KU Leuven, Faculteit industriële ingenieurswetenschappen

The Erasmus programme has literally created a generation of young European students with an intercultural competence, prepared to start their career as active European citizens.

Hilde Lauwereys

Hilde Lauwereys

Erasmus … 35 years of building European citizenship

The year is 1989, the Erasmus programme is a new and relatively unknown action of the European Union (then 12 member countries). In Flanders, two universities (Leuven and Gent) have started exchanging students for a part of their study programme and decide to look for EU partner universities with compatible study programmes.

The EU educational integration is non-existing in 1989 , the Bologna process a faraway dream that even the most EU minded officials do not dare to venture in, ECTS is unimaginable , the “European higher education area” is unthinkable.

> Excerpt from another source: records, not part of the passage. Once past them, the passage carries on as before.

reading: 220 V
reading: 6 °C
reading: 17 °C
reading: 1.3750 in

In this context I had the privilege to be able to start up Erasmus exchanges for young engineers for the engineering college I was active in. Finding interesting EU partner universities was not a piece of cake, (internet had not reached us yet), no templates of documents existed, let alone any transfer mechanisms for international grades . No university in Flanders has an “international office” the way we know this now.

Yet we managed via the conference “Flanders Technology International” of 1989 to invite 7 interested universities from Ireland, Spain, Germany, Portugal and to convince them to work together with us. This was the start of hundreds of young engineering students to first started exchanging by doing traineeships, thesis research, projects (to avoid the pitfalls of course equivalencies) and after that also international courses. The first 5 years of EU exchanges lead to the set- up of international offices in many universities and colleges. Again, I had the pioneering experience of setting up an international office for engineering exchange. The original partners we found more than 30 years ago are still present in our present European partner network, this proves that our initial intuition was not so wrong.

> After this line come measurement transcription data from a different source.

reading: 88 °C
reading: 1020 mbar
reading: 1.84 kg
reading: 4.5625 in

The context of working in the early Erasmus years was determined by fax, phone and post as main communication instruments. Bilateral agreements, credit systems, any Erasmus documents had yet to be invented. Trust among European universities was the main basis for the exchange of students and staff. The small scale nature of exchanges allowed for a very personal approach (for the first batch of 2 Erasmus students to our engineering school I literally washed and ironed since laundries were non-existent).

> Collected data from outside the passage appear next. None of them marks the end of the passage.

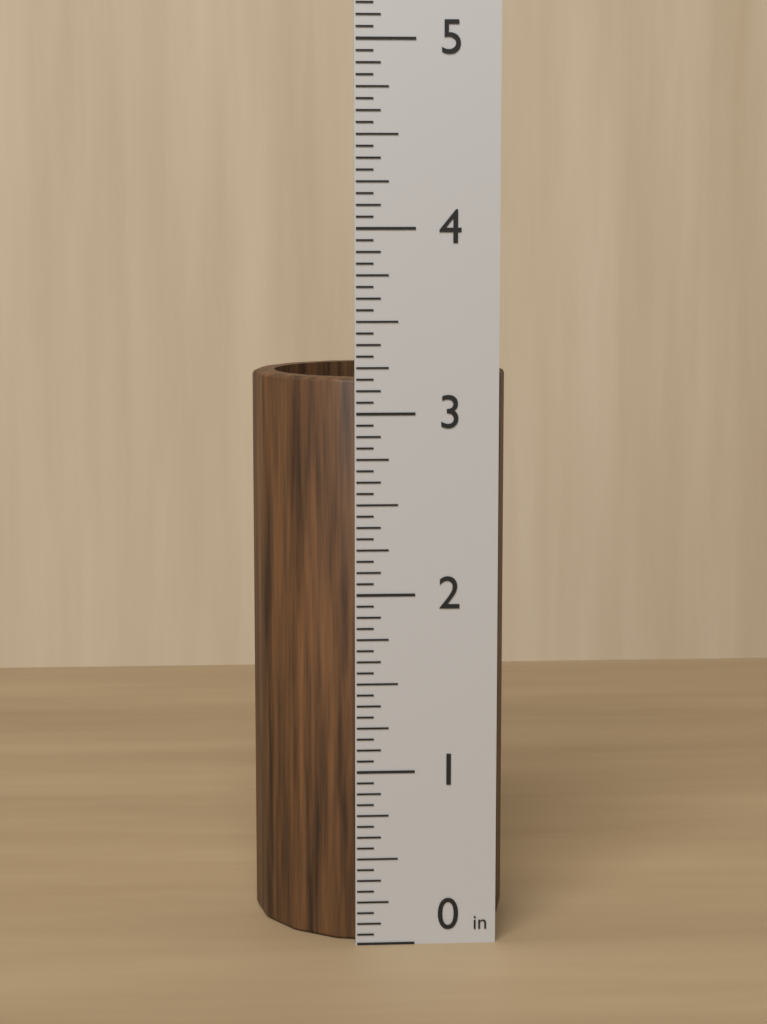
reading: 3.1875 in
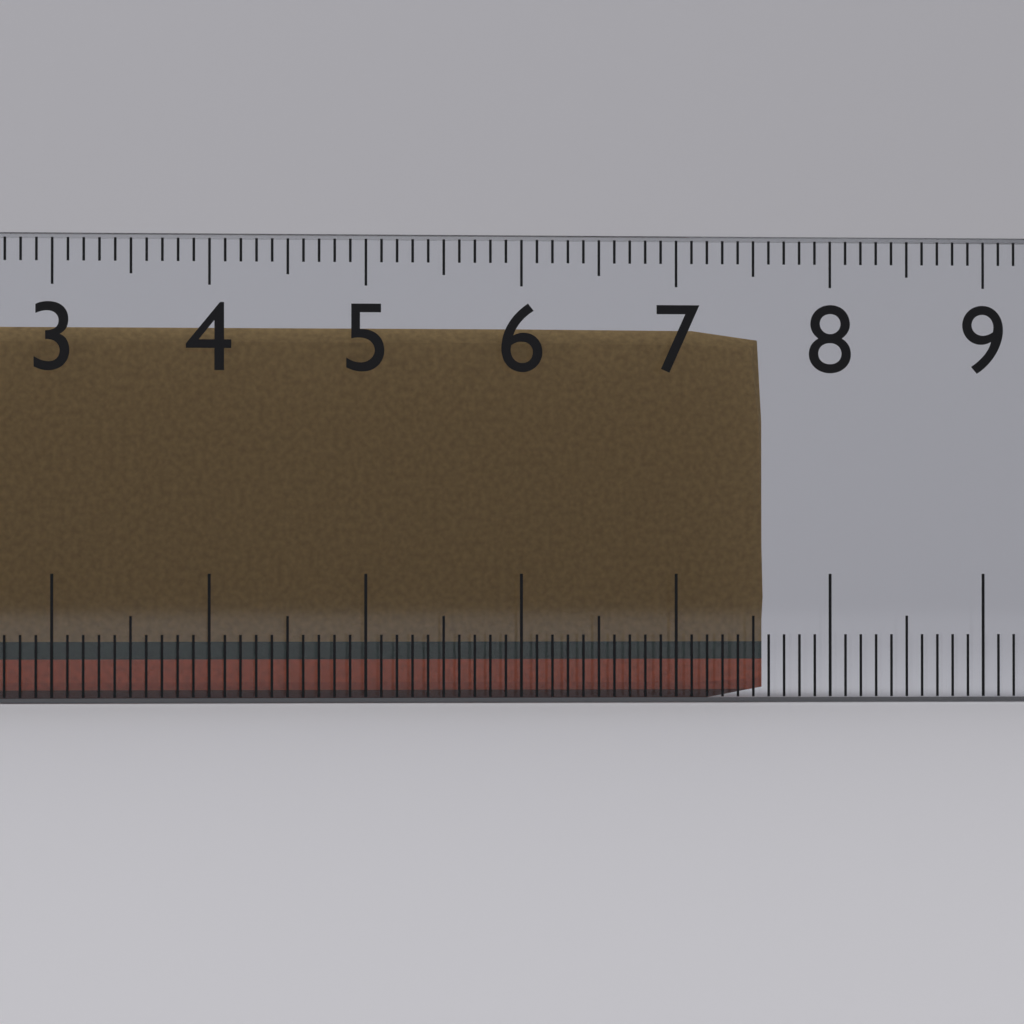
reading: 7.6 cm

In the past 35 years I have been involved in the EU educational sector non-stop and have seen the development of exciting projects such as the Bologna process, the development of ECTS, the exponential growth of the Erasmus programme to a system which benefited millions of students. The Erasmus programme has literally created a generation of young European students with an intercultural competence, prepared to start their career as active European citizens. The Erasmus programme has in this way contributed more to the creation of a European identity than dozens of EU administrative guidelines.

If today we are faced with major challenges to the EU , its free economic market and its ethical set of values, this is a signal that we need to intensify Erasmus exchanges to continue on the way of mutual understanding and intercultural competences.

In the world anno 2022, Erasmus exchanges are more relevant than ever.

Dank je wel Hilde voor deze interessante bijdrage doorheen de tijd.